Do you have a cite for this?


Not as an overt blanket capability statement, but e.g. LGM-30 is known to carry ASIP and rumoured to carry THAAD kill vehicles, both capable of intercepting dynamic orbital targets. LGM-30 climbs to 100km altitude before deploying the payload bus, which gives it ample range to hit GEO targets anywhere in the hemisphere.

Other thing I completely forgot to mention is that all existing global navigation constellations orbit at MEO, not GEO. Which puts them within speculative range of demonstrated ASAT weapons and allows for even longer reach from a launch vehicle like LGM-30.

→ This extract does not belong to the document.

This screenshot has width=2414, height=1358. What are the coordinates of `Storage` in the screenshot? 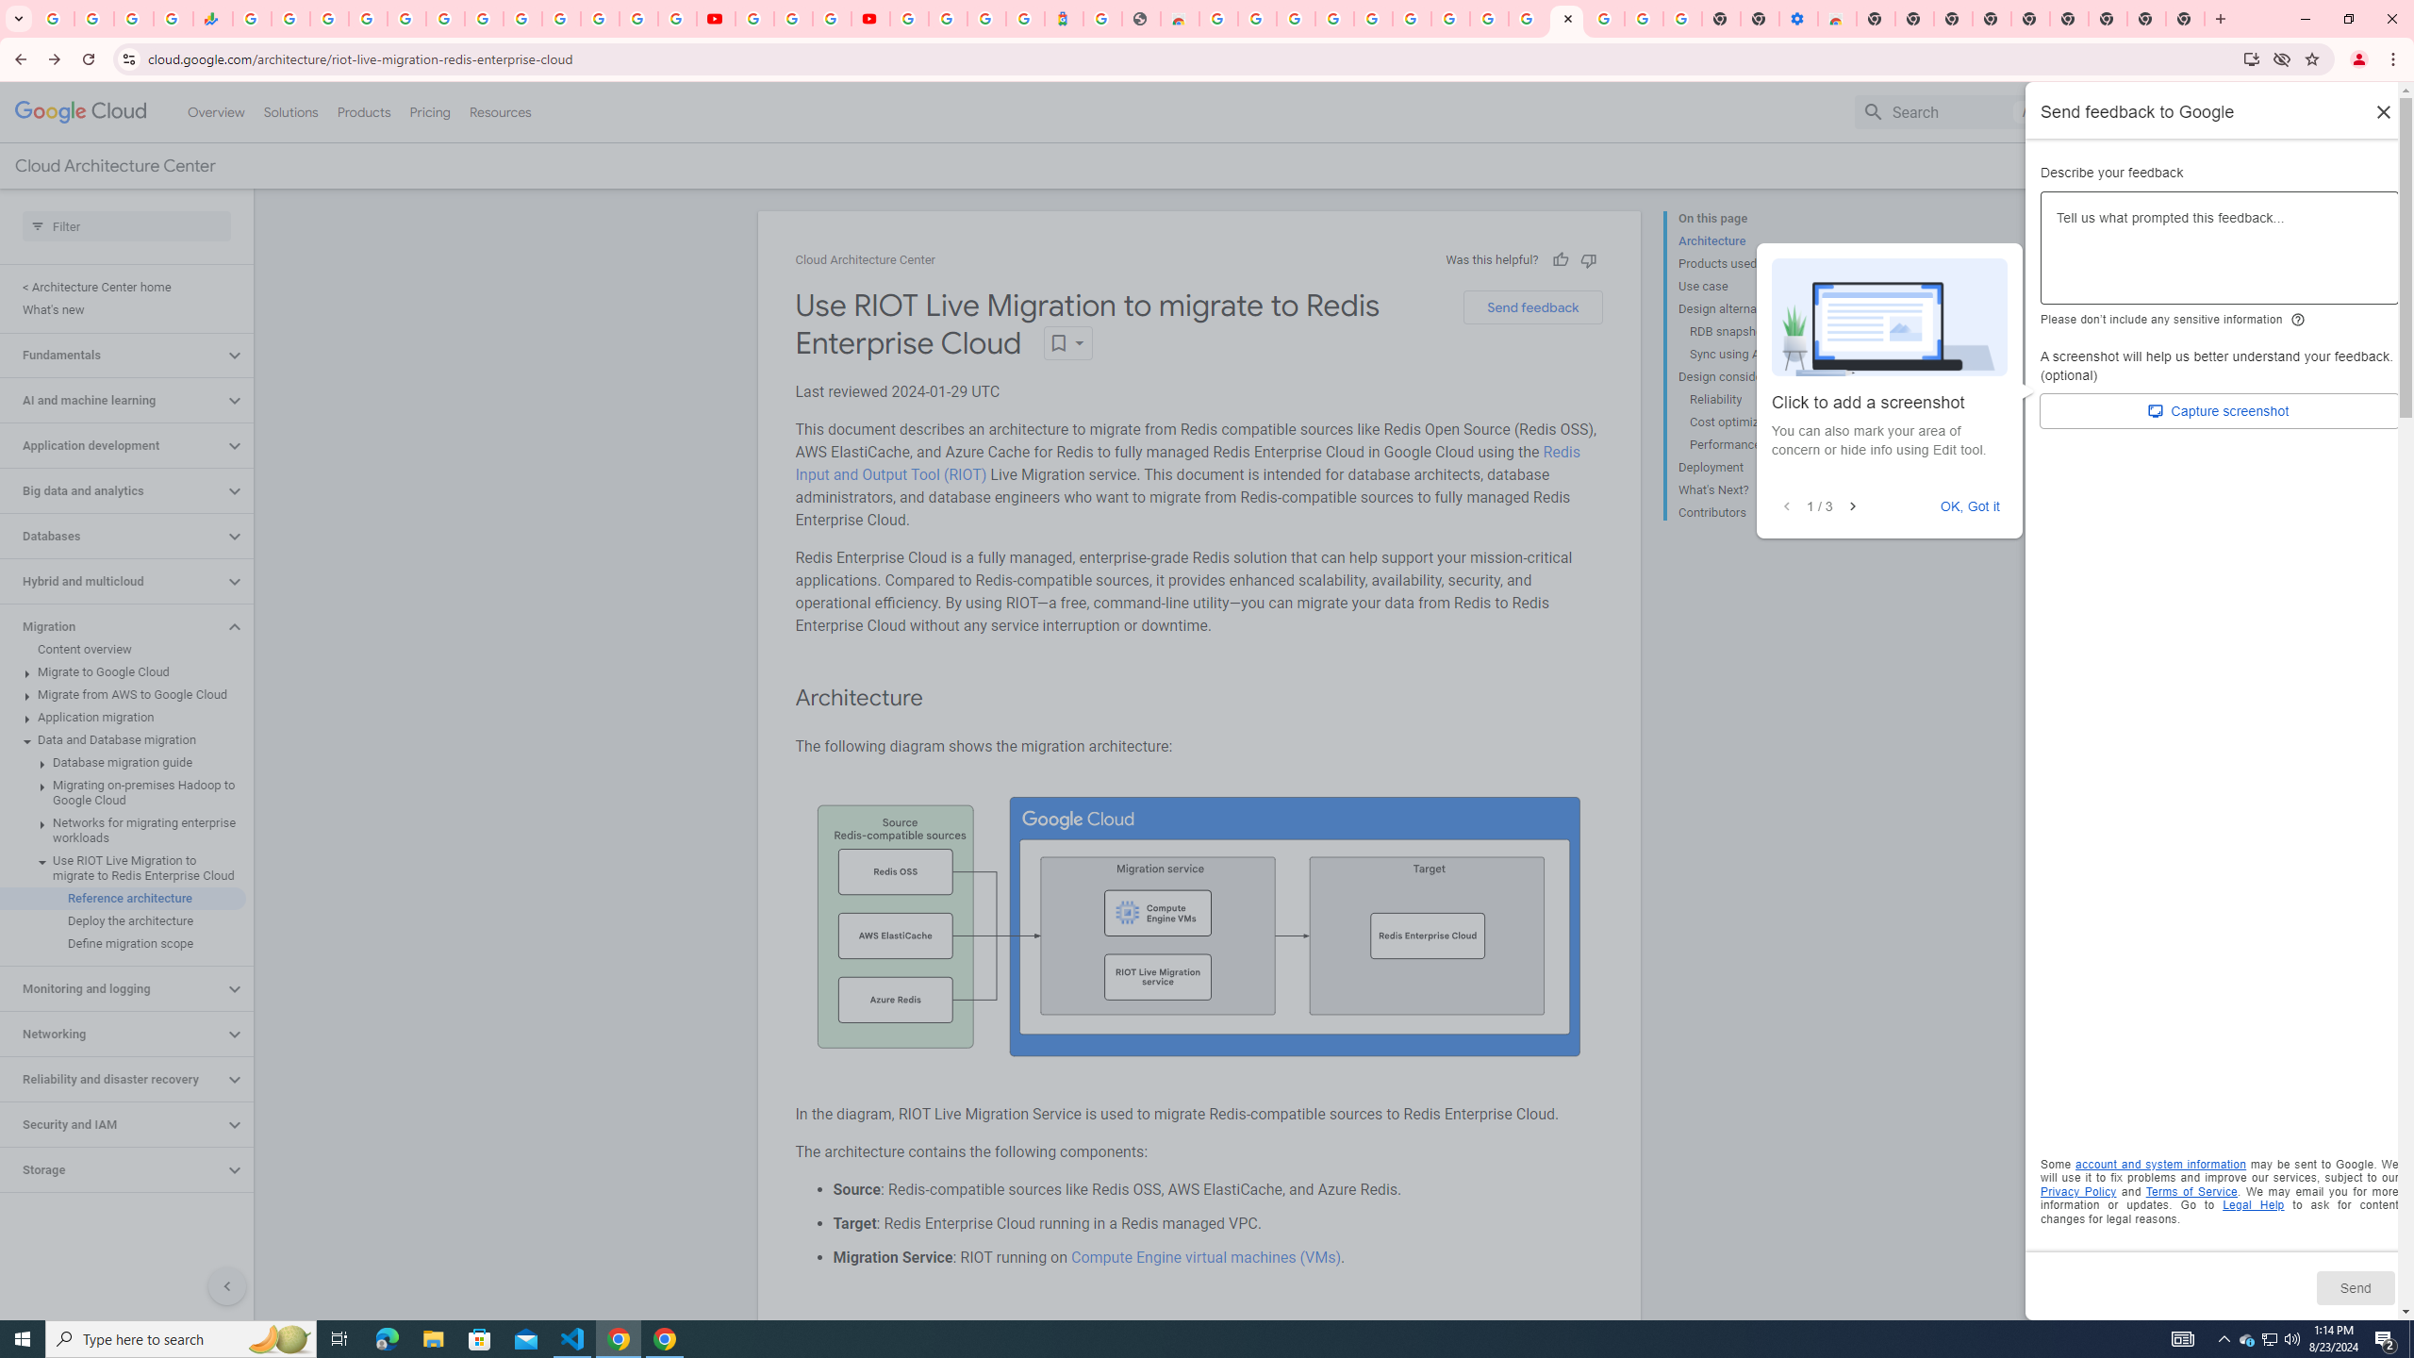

https://www.mda.mil/news/11news0002.html

https://www.raytheon.com/capabilities/products/ekv


> LGM-30 climbs to 100km altitude before deploying the payload bus, which gives it ample range to hit GEO targets anywhere in the hemisphere.

This doesn't make sense to me. Could you explain further? LGM-30 is a land-based ICBM designed to strike targets on the surface of the Earth, and hence to take a (just barely) sub-orbital trajectory <13,000 km from point-to-point, with maximum altitude a few hundred km. Wouldn't its thrust capability have to be drastically upgraded to reach 20,000km in altitude, where MEO satellites like GPS are?


It takes about 0.6 tons of fuel to transfer from a 100km to a 20,000km orbit. Well within the payload limits of LGM-30.

A derivative of the LGM-30, Minotaur, is used to launch satellites (or ordnance) directly to GTO @ ~30,000km.